Load Generator Information:

One c5.2xlarge instance8 threads with rate limiting50 concurrent queries per thread80% writes/20% readsAsynchronous queries (tlp-stress uses asynchronous queries extensively, which can easily overwhelm Cassandra nodes with a limited number of stress threads)

The following tlp-stress command was used:

tlp-stress run BasicTimeSeries -d 150m -p 100M -c 50 –pg sequence -t 8 -r 0.2 –rate <desired rate> –populate 200000 –response-time-warmup 30m –csv ./tlp_stress_metrics_1.csv –hdr ./tlp_stress_metrics_1.hdr

All workloads ran for 150 minutes, allowing compaction loads to be exhibited during the runs.

Throughput Levels Tested

In early testing, we established that the highest throughput (for the combined 80% writes/20% reads workload) that any of our configurations were able to achieve, regardless of service level expectations, was below 120k ops.

Armed with the knowledge of that upper bound, and with access to readily available public cloud resources, we proceeded to perform a multitude of prolonged tests, testing all JVM configurations at attempted throughput levels ranging 20k ops and 120kops, in increments of 10k ops, and documented the results.

Altogether, these tests represent a total of 275 separate cluster runs (5 JVM configurations, 11 load levels between 20K and 120k ops, 5 runs each) lasting 2.5 hours each.

Results

Raw achieved throughput (ignoring service levels):

While not directly indicative of a configuration’s ability to carry load while maintaining service levels, observing actual achieved throughputs under various attempted throughput levels (without considering service levels) can be informative.

We found the following behavior for the JVM configurations tested:

While most of the tested JVM configurations were able to consistently sustain the requested throughput all the way to their highest achieved throughout levels, the next set of results shows that the same cannot be said for sustaining the required service levels.

Load carrying capacity (the highest throughput at which service level requirement were reliably met)

As one would expect, as load is increased for a given configuration, there is a point where the configuration’s experienced service levels collapse and stop meeting requirements.

The point at which this failure occurs varied widely between JVM configurations, with some unable to meet the stated service levels even at relatively low loads, and others able to sustain service levels at rates that were a significant fraction of their highest exhibited throughout.

Low pause collectors (C4, Shenandoah, and ZGC) were all able to maintain the required service levels at non-trivial throughputs, but the throughputs to which they could be driven while doing so varied dramatically.

The following chart and table detail these results.

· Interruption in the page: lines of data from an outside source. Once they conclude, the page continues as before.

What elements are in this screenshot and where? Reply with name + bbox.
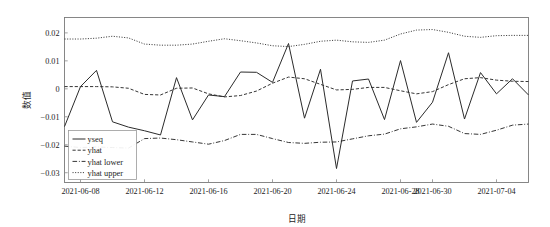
legend-label-yseq: yseq [88, 135, 104, 144]
x-tick-label: 2021-06-16 [189, 187, 227, 196]
y-tick-label: 0.02 [45, 29, 59, 38]
y-axis-title: 数值 [21, 91, 32, 109]
line-chart: 0.020.010−0.01−0.02−0.032021-06-082021-0… [0, 0, 550, 227]
y-tick-label: 0.01 [45, 57, 59, 66]
y-tick-label: 0 [55, 85, 59, 94]
x-axis-title: 日期 [288, 214, 306, 224]
x-tick-label: 2021-06-24 [317, 187, 355, 196]
legend-label-yhat: yhat [88, 146, 103, 155]
series-line-yhat-upper [65, 30, 529, 47]
legend-label-yhat-lower: yhat lower [88, 158, 124, 167]
x-tick-label: 2021-06-20 [253, 187, 291, 196]
chart-container: 0.020.010−0.01−0.02−0.032021-06-082021-0… [0, 0, 550, 227]
y-tick-label: −0.02 [41, 141, 60, 150]
x-tick-label: 2021-07-04 [477, 187, 515, 196]
legend-label-yhat-upper: yhat upper [88, 169, 124, 178]
x-tick-label: 2021-06-08 [61, 187, 99, 196]
x-tick-label: 2021-06-30 [413, 187, 451, 196]
x-tick-label: 2021-06-12 [125, 187, 163, 196]
y-tick-label: −0.01 [41, 113, 60, 122]
y-tick-label: −0.03 [41, 169, 60, 178]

This is best depicted in a chart:

Additional results detailing the client-experienced P50 Max, P90 Max, and P99 Max on queries performed under these same set of load levels, collected during the same set of test runs, can be found here.

Summary

As can be seen in these results, Azul’s Platform Prime is fast. It is by far the highest throughput JVM for powering Cassandra, based on pure throughput alone. It also exhibits better response times and latencies, at pretty much any percentile, than any other JVM.

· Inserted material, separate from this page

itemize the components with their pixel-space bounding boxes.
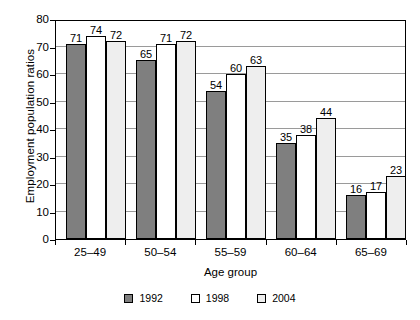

But the combination of throughput and responsiveness is where Azul Platform Prime really shines: the ability to maintain good response time behavior closer to its highest achievable throughputs, and far beyond those that make other JVMs start to fail service levels on the exact same node type.

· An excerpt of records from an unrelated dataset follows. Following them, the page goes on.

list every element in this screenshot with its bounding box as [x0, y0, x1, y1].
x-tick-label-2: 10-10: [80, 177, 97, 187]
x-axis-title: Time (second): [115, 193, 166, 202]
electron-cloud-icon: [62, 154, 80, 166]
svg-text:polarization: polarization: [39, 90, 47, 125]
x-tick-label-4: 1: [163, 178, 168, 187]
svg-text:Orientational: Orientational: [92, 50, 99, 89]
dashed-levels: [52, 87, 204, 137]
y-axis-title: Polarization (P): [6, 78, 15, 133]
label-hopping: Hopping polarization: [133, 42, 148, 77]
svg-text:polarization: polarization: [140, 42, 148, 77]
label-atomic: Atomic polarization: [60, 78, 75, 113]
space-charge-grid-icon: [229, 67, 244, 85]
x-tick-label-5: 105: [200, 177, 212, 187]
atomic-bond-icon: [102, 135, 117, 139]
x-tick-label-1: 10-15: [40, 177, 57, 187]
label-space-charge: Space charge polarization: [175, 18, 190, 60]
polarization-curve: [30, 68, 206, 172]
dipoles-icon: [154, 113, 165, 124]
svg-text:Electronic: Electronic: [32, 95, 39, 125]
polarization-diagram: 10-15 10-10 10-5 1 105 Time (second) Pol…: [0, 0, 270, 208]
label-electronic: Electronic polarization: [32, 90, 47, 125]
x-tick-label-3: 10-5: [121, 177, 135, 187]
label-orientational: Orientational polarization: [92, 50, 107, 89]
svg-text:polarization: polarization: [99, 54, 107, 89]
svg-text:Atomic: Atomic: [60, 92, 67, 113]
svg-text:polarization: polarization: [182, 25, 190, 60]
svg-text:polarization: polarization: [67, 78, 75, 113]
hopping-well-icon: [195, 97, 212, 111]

This ability allows Cassandra, when run on Azul Platform Prime, to extract more useful capacity out of every node: to drive individual nodes to higher throughputs and higher utilization levels before service levels are compromised.

In the real world, this translates to fewer nodes needed when carrying the same Cassandra workload, and to a lower cost.

How much lower?

Obviously, your mileage may vary depending on your Cassandra workload and service level requirements.

For the  workload and service levels detailed above, Azul Platform Prime exhibited a load carrying capacity that is at least 2x better than any other JVM configuration tested on the exact same configuration of AWS instances. 

This means a cost that is more than 2x lower.